This trial is the definitive head-to-head comparison that displaced trastuzumab emtansine from its longstanding position as the standard second-line HER2-directed therapy. Current NCCN guidelines now list trastuzumab deruxtecan as the preferred second-line option for HER2-positive metastatic breast cancer, a change driven directly by these data. For practicing oncologists, DESTINY-Breast03 resolved the sequencing question at this treatment juncture: trastuzumab deruxtecan before trastuzumab emtansine is the new standard.
Interstitial lung disease remains the signature toxicity. While there were no fatal ILD events in this trial — a meaningful improvement over earlier T-DXd experience — the overall incidence was notable, and vigilant pulmonary monitoring is essential.
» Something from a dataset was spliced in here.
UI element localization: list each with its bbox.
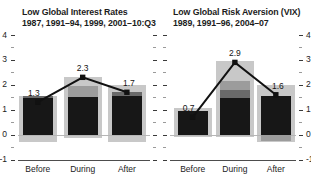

The higher rates of nausea, vomiting, and myelosuppression with trastuzumab deruxtecan compared to trastuzumab emtansine also warrant proactive supportive care planning.
Trial Overview
Study Design
- Trial name and registration: DESTINY-Breast03, NCT03529110
- Design: Phase 3, randomised, open-label, multicentre, prespecified second interim analysis of overall survival (the primary endpoint of PFS by BICR was previously met at the first interim analysis)
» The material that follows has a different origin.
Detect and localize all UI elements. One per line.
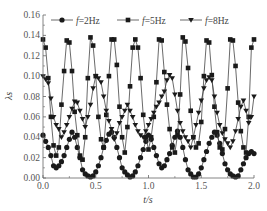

- Randomization: 1:1 ratio, stratified by hormone receptor status (positive or negative), previous treatment with pertuzumab, and history of visceral disease
- Setting: HER2-positive unresectable or metastatic breast cancer, previously treated with trastuzumab and a taxane (second-line or later)
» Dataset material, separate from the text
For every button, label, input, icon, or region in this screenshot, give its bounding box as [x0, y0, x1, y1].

- Enrollment period and sites: Between July 20, 2018, and June 23, 2020; multicentre, international
This publication reports the prespecified second interim analysis of the key secondary endpoint of overall survival in the DESTINY-Breast03 trial. The primary endpoint (progression-free survival by BICR) was met at the first interim analysis (data cutoff May 21, 2021). At this second OS interim analysis (data cutoff July 25, 2022), p-values for PFS and other efficacy endpoints (except OS) are nominal.
Mechanism of Action
Trastuzumab deruxtecan (T-DXd; Enhertu) is an antibody-drug conjugate composed of a humanized anti-HER2 monoclonal antibody linked to a topoisomerase I inhibitor payload (DXd, an exatecan derivative) via a cleavable tetrapeptide-based linker [2]. Following binding to HER2 and internalization, the linker is cleaved in the lysosome, releasing the cytotoxic payload. The membrane-permeable nature of DXd enables a bystander killing effect on adjacent tumor cells, including those with lower HER2 expression [2].
Patient Population
- Key eligibility: HER2-positive (centrally confirmed) unresectable or metastatic breast cancer previously treated with trastuzumab and a taxane in the advanced/metastatic setting (or progression during/within 6 months after neoadjuvant/adjuvant trastuzumab and taxane); age ≥18 years; ECOG PS 0–1; at least one measurable lesion per RECIST 1.1; clinically inactive or previously treated brain metastases permitted
- Biomarker selection: HER2-positive, centrally confirmed
- Sample size flow: 699 screened → 524 randomised (261 T-DXd, 263 T-DM1) → 518 treated (257 T-DXd, 261 T-DM1) → 524 analyzed (full analysis set)
Baseline Characteristics
| Characteristic | Trastuzumab Deruxtecan (n=261) | Trastuzumab Emtansine (n=263) |
|---|---|---|
| Median age, years (IQR) | 54·3 (47·0–62·8) | 54·2 (45·3–63·1) |
| Female sex — no. (%) | 260 (>99%) | 262 (>99%) |
| Race — Asian — no. (%) | 152 (58%) | 162 (62%) |
| Race — White — no. (%) | 71 (27%) | 72 (27%) |
| ECOG PS 0 — no. (%) | 154 (59%) | 175 (67%) |
| ECOG PS 1 — no. (%) | 106 (41%) | 87 (33%) |
| HER2 IHC 3+ — no. (%) | 234 (90%) | 232 (88%) |
| Positive hormone receptor status — no. (%) | 131 (50%) | 134 (51%) |
| Baseline CNS metastases — no. (%) | 43 (16%) | 39 (15%) |
| History of visceral disease — no. (%) | 184 (70%) | 185 (70%) |
| Previous pertuzumab — no. (%) | 162 (62%) | 158 (60%) |
| Median no. of previous lines of therapy (IQR) | 2 (1–3) | 2 (1–3) |
Treatment Protocol
Experimental Arm: Trastuzumab Deruxtecan (n=261 randomised; safety population n=257)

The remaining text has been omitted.